Huck Finn Banned by Quaker School near Philadelphia

That’s a dangerous road to go down, mamalion. The number of great authors who held views we now consider to be racist, sexist, etc – and who indeed may well have been racist or sexist even by the standards of their own time – is massive, and includes Shakespeare, Dickens and Faulkner. We can look critically at their ideas and include other voices. But I think we need to be very, very careful about excluding authors’ works because of their views.

And the suggestion that we don’t need Huck Finn because we can replace it with a book by a black author is just silly. Huck Finn doesn’t purport to give a black man’s views on slavery; it is written from the perspective of a white boy whose interactions with an actual slave create a conflict between received social morality and an individual ethical sense. That’s not even getting into other reasons that two books addressing similar topics aren’t necessarily interchangeable from a literary perspective.

I have no problem with the fact that the expansion of the canon means that some authors – usually, white male authors – are going to drop out of prominence. If you assign Toni Morrison or Junot Diaz-- or, for that matter, Cormac McCarthy, or David Foster Wallace – you’re not assigning some other, probably more established author. Similarly, if an American history class adds a unit on the post 9/11 era, that means giving slightly shorter shrift to some earlier period of history. There’s a huge difference, however, between selecting one text over another and removing an author from the curriculum for cause.

The problem with that statement is that, until about 15 minutes ago (figuratively), I would have said that no American novel more than a 100 years old had stood the test of time like Huckleberry Finn. Its only real competitors would be Moby Dick, The Age Of Innocence, and [pick your favorite Henry James], and none of those is going to win prizes for contemporary relevance. Except for Edith Wharton, it’s all dead white males, and she’s about as close as you can get without actually being one.

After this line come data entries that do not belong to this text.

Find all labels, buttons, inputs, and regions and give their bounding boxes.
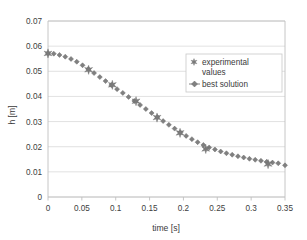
y-tick-label: 0.03: [26, 118, 42, 127]
x-tick-label: 0.3: [245, 204, 257, 213]
y-tick-label: 0: [37, 193, 42, 202]
y-tick-label: 0.06: [26, 42, 42, 51]
x-tick-label: 0.35: [277, 204, 293, 213]
scatter-chart: 00.010.020.030.040.050.060.07 00.050.10.…: [0, 0, 307, 240]
x-tick-label: 0.05: [74, 204, 90, 213]
legend-label-experimental-line2: values: [202, 68, 226, 77]
legend-label-best-solution: best solution: [202, 80, 248, 89]
legend-label-experimental-line1: experimental: [202, 58, 249, 67]
x-tick-label: 0.15: [142, 204, 158, 213]
x-tick-label: 0.2: [178, 204, 190, 213]
x-tick-label: 0.25: [209, 204, 225, 213]
y-tick-label: 0.02: [26, 143, 42, 152]
x-tick-label: 0: [46, 204, 51, 213]
x-tick-label: 0.1: [110, 204, 122, 213]
y-axis-title: h [m]: [7, 105, 17, 124]
x-axis-title: time [s]: [152, 223, 180, 233]
y-tick-label: 0.07: [26, 17, 42, 26]
y-tick-label: 0.05: [26, 67, 42, 76]
y-tick-label: 0.04: [26, 92, 42, 101]
chart-container: 00.010.020.030.040.050.060.07 00.050.10.…: [0, 0, 307, 240]
y-tick-label: 0.01: [26, 168, 42, 177]
chart-legend: experimental values best solution: [186, 54, 282, 92]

We don’t read Twain for a realistic portrayal of African-American experience in antebellum Missouri any more than we read Melville to learn about the experience of whales. When it was written, it was written about a generation that had largely already been consigned to history, not unlike someone writing a novel today about the Vietnam War. It doesn’t replace authentic records of African-American experience, and if it was being used that way it deserved to be dropped. But it’s pretty incomparable (a) as a record of a now-dead white male in the latter part of the 19th Century trying to confront America’s race problem and to imagine a way out, and (b) as an Americanization of the picaresque novel tradition, the first of many “on the road” American narratives – again, yeah, of dead white males – attempting to grasp the breadth and diversity of our nation, geographically, socially, and even to some extent sexually. As such, it’s deeply ingrained in lots of the literature that followed, especially that of the Lost and the Greatest Generations. Leslie Fiedler once imagined an “innocent” reader picking up Huckleberry Finn and being amazed at the gall of its author ripping off Hemingway so thoroughly.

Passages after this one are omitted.